> The problem
For each record below, give an exact transcription.

> Available records
● ● ● ● ● ● ●

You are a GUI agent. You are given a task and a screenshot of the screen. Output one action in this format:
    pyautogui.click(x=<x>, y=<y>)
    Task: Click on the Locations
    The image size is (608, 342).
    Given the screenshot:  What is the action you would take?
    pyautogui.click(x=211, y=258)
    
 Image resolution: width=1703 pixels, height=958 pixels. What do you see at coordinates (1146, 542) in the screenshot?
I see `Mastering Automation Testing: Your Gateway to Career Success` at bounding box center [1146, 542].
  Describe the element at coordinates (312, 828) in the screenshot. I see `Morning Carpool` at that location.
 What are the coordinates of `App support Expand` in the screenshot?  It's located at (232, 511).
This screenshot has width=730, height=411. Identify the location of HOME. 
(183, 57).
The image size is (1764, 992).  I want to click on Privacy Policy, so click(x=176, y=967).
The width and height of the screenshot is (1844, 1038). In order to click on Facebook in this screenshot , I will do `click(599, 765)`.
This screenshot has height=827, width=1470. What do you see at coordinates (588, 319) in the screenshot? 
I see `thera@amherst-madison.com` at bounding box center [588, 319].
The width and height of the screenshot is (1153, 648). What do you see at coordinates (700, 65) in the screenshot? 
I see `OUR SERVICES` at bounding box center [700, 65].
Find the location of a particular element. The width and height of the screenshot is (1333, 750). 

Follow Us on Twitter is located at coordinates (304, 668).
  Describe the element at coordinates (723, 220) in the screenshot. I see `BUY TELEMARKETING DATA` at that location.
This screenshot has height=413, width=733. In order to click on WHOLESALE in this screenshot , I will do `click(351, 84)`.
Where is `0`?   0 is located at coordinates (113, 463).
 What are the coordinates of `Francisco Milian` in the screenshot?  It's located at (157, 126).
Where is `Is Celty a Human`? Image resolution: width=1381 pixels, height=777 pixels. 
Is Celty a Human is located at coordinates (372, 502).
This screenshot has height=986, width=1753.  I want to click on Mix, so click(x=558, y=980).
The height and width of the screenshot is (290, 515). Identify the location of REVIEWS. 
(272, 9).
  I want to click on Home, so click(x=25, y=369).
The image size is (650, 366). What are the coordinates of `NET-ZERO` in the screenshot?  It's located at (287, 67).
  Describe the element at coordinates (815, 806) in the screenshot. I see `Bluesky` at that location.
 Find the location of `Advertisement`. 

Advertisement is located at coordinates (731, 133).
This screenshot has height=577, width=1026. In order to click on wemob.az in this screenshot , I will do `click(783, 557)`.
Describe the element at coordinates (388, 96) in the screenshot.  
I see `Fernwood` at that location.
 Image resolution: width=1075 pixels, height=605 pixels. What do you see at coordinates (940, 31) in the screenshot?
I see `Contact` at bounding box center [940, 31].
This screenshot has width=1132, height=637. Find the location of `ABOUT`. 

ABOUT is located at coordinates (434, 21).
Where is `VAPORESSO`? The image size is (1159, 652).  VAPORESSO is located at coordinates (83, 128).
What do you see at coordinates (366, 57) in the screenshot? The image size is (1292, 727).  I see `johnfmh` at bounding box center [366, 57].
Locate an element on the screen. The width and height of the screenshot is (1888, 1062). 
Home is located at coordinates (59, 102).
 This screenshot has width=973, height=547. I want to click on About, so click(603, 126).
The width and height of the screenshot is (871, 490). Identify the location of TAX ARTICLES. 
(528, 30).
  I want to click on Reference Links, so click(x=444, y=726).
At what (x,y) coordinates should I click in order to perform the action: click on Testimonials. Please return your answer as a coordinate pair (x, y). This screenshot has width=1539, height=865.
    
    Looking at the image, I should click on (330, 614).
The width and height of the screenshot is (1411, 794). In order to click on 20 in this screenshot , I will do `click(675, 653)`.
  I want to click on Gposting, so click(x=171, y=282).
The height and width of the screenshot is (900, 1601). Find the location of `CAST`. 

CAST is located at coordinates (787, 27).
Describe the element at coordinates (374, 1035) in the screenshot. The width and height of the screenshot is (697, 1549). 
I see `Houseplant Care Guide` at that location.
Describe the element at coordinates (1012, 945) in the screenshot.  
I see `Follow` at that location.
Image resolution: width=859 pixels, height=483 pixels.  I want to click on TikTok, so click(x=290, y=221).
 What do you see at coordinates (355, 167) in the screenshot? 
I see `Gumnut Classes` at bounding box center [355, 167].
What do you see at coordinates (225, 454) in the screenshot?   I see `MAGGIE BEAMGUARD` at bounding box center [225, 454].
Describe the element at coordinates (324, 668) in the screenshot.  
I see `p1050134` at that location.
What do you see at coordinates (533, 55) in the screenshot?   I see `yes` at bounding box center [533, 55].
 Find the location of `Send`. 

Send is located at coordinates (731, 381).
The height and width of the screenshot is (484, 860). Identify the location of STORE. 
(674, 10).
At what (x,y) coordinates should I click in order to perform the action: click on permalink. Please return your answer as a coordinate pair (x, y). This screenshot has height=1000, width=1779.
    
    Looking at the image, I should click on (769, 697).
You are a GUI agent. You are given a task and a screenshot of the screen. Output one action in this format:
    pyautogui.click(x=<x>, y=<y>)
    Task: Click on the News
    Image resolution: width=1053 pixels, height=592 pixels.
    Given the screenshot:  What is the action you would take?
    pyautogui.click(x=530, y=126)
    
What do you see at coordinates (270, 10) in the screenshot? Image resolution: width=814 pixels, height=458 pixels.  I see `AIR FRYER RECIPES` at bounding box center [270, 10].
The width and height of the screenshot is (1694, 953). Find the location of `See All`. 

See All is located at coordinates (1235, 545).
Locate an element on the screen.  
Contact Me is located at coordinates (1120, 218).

● ● ● ● ● ● ●

> Completed task
You are a GUI agent. You are given a task and a screenshot of the screen. Output one action in this format:
    pyautogui.click(x=<x>, y=<y>)
    Task: Click on the Locations
    The image size is (608, 342).
    Given the screenshot:  What is the action you would take?
    pyautogui.click(x=211, y=258)
    
 Image resolution: width=1703 pixels, height=958 pixels. What do you see at coordinates (1146, 542) in the screenshot?
I see `Mastering Automation Testing: Your Gateway to Career Success` at bounding box center [1146, 542].
  Describe the element at coordinates (312, 828) in the screenshot. I see `Morning Carpool` at that location.
 What are the coordinates of `App support Expand` in the screenshot?  It's located at (232, 511).
This screenshot has width=730, height=411. Identify the location of HOME. 
(183, 57).
The image size is (1764, 992).  I want to click on Privacy Policy, so click(x=176, y=967).
The width and height of the screenshot is (1844, 1038). In order to click on Facebook in this screenshot , I will do `click(599, 765)`.
This screenshot has height=827, width=1470. What do you see at coordinates (588, 319) in the screenshot? 
I see `thera@amherst-madison.com` at bounding box center [588, 319].
The width and height of the screenshot is (1153, 648). What do you see at coordinates (700, 65) in the screenshot? 
I see `OUR SERVICES` at bounding box center [700, 65].
Find the location of a particular element. The width and height of the screenshot is (1333, 750). 

Follow Us on Twitter is located at coordinates (304, 668).
  Describe the element at coordinates (723, 220) in the screenshot. I see `BUY TELEMARKETING DATA` at that location.
This screenshot has height=413, width=733. In order to click on WHOLESALE in this screenshot , I will do `click(351, 84)`.
Where is `0`?   0 is located at coordinates (113, 463).
 What are the coordinates of `Francisco Milian` in the screenshot?  It's located at (157, 126).
Where is `Is Celty a Human`? Image resolution: width=1381 pixels, height=777 pixels. 
Is Celty a Human is located at coordinates (372, 502).
This screenshot has height=986, width=1753.  I want to click on Mix, so click(x=558, y=980).
The height and width of the screenshot is (290, 515). Identify the location of REVIEWS. 
(272, 9).
  I want to click on Home, so click(x=25, y=369).
The image size is (650, 366). What are the coordinates of `NET-ZERO` in the screenshot?  It's located at (287, 67).
  Describe the element at coordinates (815, 806) in the screenshot. I see `Bluesky` at that location.
 Find the location of `Advertisement`. 

Advertisement is located at coordinates (731, 133).
This screenshot has height=577, width=1026. In order to click on wemob.az in this screenshot , I will do `click(783, 557)`.
Describe the element at coordinates (388, 96) in the screenshot.  
I see `Fernwood` at that location.
 Image resolution: width=1075 pixels, height=605 pixels. What do you see at coordinates (940, 31) in the screenshot?
I see `Contact` at bounding box center [940, 31].
This screenshot has width=1132, height=637. Find the location of `ABOUT`. 

ABOUT is located at coordinates (434, 21).
Where is `VAPORESSO`? The image size is (1159, 652).  VAPORESSO is located at coordinates (83, 128).
What do you see at coordinates (366, 57) in the screenshot? The image size is (1292, 727).  I see `johnfmh` at bounding box center [366, 57].
Locate an element on the screen. The width and height of the screenshot is (1888, 1062). 
Home is located at coordinates (59, 102).
 This screenshot has width=973, height=547. I want to click on About, so click(603, 126).
The width and height of the screenshot is (871, 490). Identify the location of TAX ARTICLES. 
(528, 30).
  I want to click on Reference Links, so click(x=444, y=726).
At what (x,y) coordinates should I click in order to perform the action: click on Testimonials. Please return your answer as a coordinate pair (x, y). This screenshot has width=1539, height=865.
    
    Looking at the image, I should click on (330, 614).
The width and height of the screenshot is (1411, 794). In order to click on 20 in this screenshot , I will do `click(675, 653)`.
  I want to click on Gposting, so click(x=171, y=282).
The height and width of the screenshot is (900, 1601). Find the location of `CAST`. 

CAST is located at coordinates (787, 27).
Describe the element at coordinates (374, 1035) in the screenshot. The width and height of the screenshot is (697, 1549). 
I see `Houseplant Care Guide` at that location.
Describe the element at coordinates (1012, 945) in the screenshot.  
I see `Follow` at that location.
Image resolution: width=859 pixels, height=483 pixels.  I want to click on TikTok, so click(x=290, y=221).
 What do you see at coordinates (355, 167) in the screenshot? 
I see `Gumnut Classes` at bounding box center [355, 167].
What do you see at coordinates (225, 454) in the screenshot?   I see `MAGGIE BEAMGUARD` at bounding box center [225, 454].
Describe the element at coordinates (324, 668) in the screenshot.  
I see `p1050134` at that location.
What do you see at coordinates (533, 55) in the screenshot?   I see `yes` at bounding box center [533, 55].
 Find the location of `Send`. 

Send is located at coordinates (731, 381).
The height and width of the screenshot is (484, 860). Identify the location of STORE. 
(674, 10).
At what (x,y) coordinates should I click in order to perform the action: click on permalink. Please return your answer as a coordinate pair (x, y). This screenshot has height=1000, width=1779.
    
    Looking at the image, I should click on (769, 697).
You are a GUI agent. You are given a task and a screenshot of the screen. Output one action in this format:
    pyautogui.click(x=<x>, y=<y>)
    Task: Click on the News
    Image resolution: width=1053 pixels, height=592 pixels.
    Given the screenshot:  What is the action you would take?
    pyautogui.click(x=530, y=126)
    
What do you see at coordinates (270, 10) in the screenshot? Image resolution: width=814 pixels, height=458 pixels.  I see `AIR FRYER RECIPES` at bounding box center [270, 10].
The width and height of the screenshot is (1694, 953). Find the location of `See All`. 

See All is located at coordinates (1235, 545).
Locate an element on the screen.  
Contact Me is located at coordinates (1120, 218).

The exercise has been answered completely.